25 Conn. 97 | Conn. | 1856
If one or more natural persons were the plaintiffs in this case, there is no doubt that, under our statute of set-off, (Rev. Stat., 81,) the defendant would be entitled to the set-off which he claims. The mere insolvency of the plaintiffs, using that term in its ordinary sense, to denote generally an inability to pay their debts, would not prevent them from paying the debt due to the defendant, in prefer-ence to any other of their debts, or of applying it towards the payment of the plaintiffs’ claim, or of making any other arrangement for the liquidation of their indebtedness which they chose, in the same manner as if they were solvent; and it might equally be collected of them by a suit in favor of the defendant, or by a set-off in a suit brought by them against
The plaintiffs claim that as the note, on which this suit is brought, was given for the defendant’s share of the stock of the corporation, it constituted a part of its capital, and by allowing the set-off claimed by the defendant, he is permitted to withdraw a part of such capital; and that this would be a fraud on the other creditors of the company, and a violation of the 214th section of the act relating to joint stock corporations, which provides that “ if the capital stock of any such corporation shall be withdrawn and refunded to the stockholders, before the payment of all the debts of the corporation for which such stock would have been liable, the stockholders of such corporation shall be liable to any such creditor of such corporation, in an action founded on [that] statute, to the amount of the sum refunded to them respectively as aforesaid.” (Rev. Stat., 230.) The answer to this claim is obvious. The defendant would withdraw no part of such capital as a stockholder, but would only appropriate according to law, as a creditor of the plaintiffs, in payment of his debt against them, a portion of that capital which was designed to be protected as a fund for the benefit of their creditors, and would only exercise the same right as any other creditor, whether a stockholder or not, would possess. And why should he as a creditor stand on worse ground, in recovering his debt, than any other creditor? And, so far from contravening that provision of the act referred to, such set-off would be in exact accordance with its design, as it was its very object, to have the capital first appropriated to the payment of the debts of the corporation ; and the defendant, moreover, instead of withdrawing or refunding to himself, as a stockholder, any part of the capital, diminishes his
We therefore advise the superior court to allow the set-off claimed by the defendant, and to render judgment accordingly.
In this opinion, Hinman, J. concurred.
Set-off allowed, and judgment accordingly.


What you have to do → Read through the lines below and copy the ones holding the string "span".

Input material →
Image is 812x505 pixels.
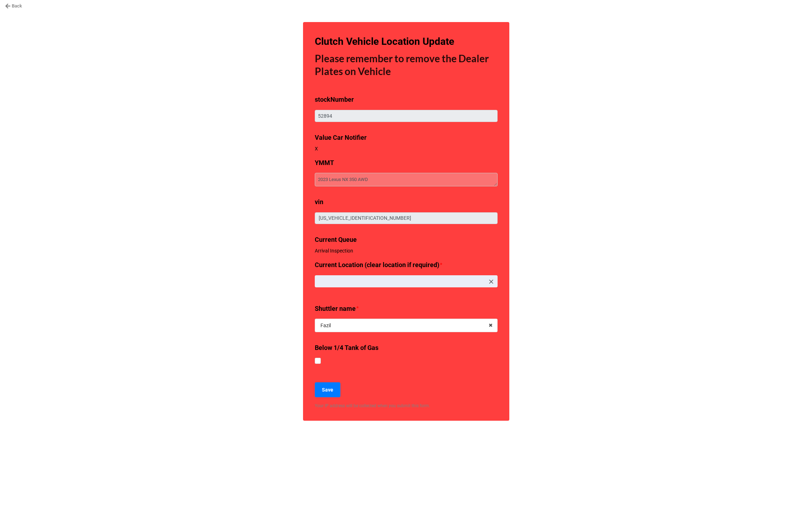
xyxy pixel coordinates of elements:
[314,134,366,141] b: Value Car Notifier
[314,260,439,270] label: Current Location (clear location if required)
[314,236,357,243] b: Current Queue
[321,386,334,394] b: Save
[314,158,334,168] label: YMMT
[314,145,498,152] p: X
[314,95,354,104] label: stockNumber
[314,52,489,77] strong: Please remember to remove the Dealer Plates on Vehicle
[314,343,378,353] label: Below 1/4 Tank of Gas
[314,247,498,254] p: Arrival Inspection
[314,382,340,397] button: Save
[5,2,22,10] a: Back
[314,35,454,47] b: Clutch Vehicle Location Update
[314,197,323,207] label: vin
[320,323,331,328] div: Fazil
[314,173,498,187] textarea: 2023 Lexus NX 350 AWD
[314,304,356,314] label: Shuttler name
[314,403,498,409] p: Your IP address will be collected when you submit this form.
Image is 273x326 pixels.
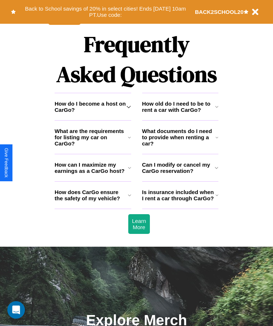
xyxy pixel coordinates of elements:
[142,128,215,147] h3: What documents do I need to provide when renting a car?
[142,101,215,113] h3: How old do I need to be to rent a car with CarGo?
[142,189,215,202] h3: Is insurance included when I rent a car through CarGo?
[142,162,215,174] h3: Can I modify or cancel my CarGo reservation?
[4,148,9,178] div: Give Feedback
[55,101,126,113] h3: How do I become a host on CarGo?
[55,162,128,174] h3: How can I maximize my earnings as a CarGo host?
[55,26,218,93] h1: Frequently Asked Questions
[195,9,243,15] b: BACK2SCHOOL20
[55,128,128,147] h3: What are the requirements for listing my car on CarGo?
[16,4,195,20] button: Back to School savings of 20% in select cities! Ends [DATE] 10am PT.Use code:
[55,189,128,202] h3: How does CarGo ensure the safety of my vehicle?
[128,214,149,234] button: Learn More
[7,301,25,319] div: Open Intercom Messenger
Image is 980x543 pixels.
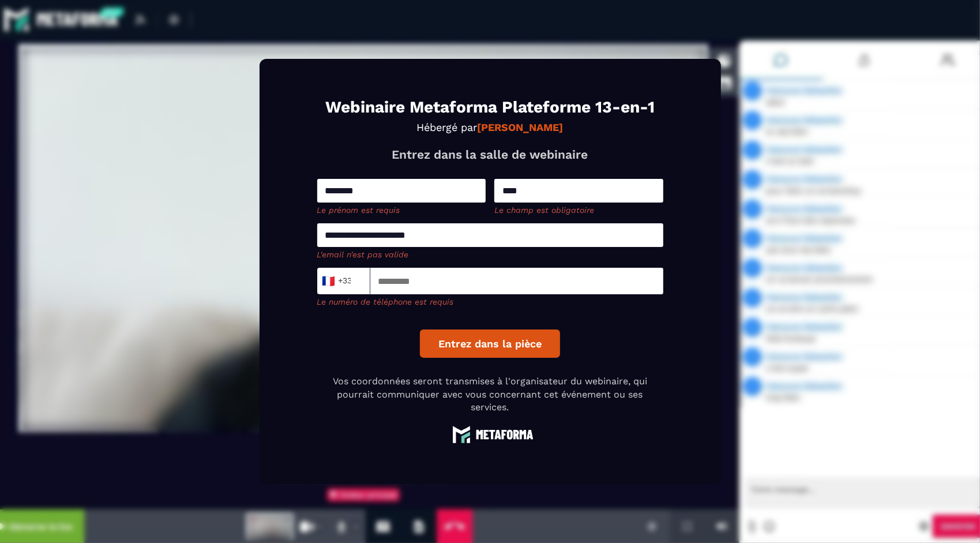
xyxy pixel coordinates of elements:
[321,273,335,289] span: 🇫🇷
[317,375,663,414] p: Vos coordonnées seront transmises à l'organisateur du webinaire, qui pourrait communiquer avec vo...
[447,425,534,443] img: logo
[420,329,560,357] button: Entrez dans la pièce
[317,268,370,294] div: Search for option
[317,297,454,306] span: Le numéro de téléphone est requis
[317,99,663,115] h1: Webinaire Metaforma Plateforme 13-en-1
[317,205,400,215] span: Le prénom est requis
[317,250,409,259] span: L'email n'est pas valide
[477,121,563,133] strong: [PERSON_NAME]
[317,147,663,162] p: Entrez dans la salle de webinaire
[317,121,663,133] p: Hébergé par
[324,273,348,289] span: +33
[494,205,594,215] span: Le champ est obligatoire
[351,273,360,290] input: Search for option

Answer to this task →
[321,273,335,289] span: 🇫🇷
[317,297,454,306] span: Le numéro de téléphone est requis
[317,205,400,215] span: Le prénom est requis
[317,250,409,259] span: L'email n'est pas valide
[324,273,348,289] span: +33
[494,205,594,215] span: Le champ est obligatoire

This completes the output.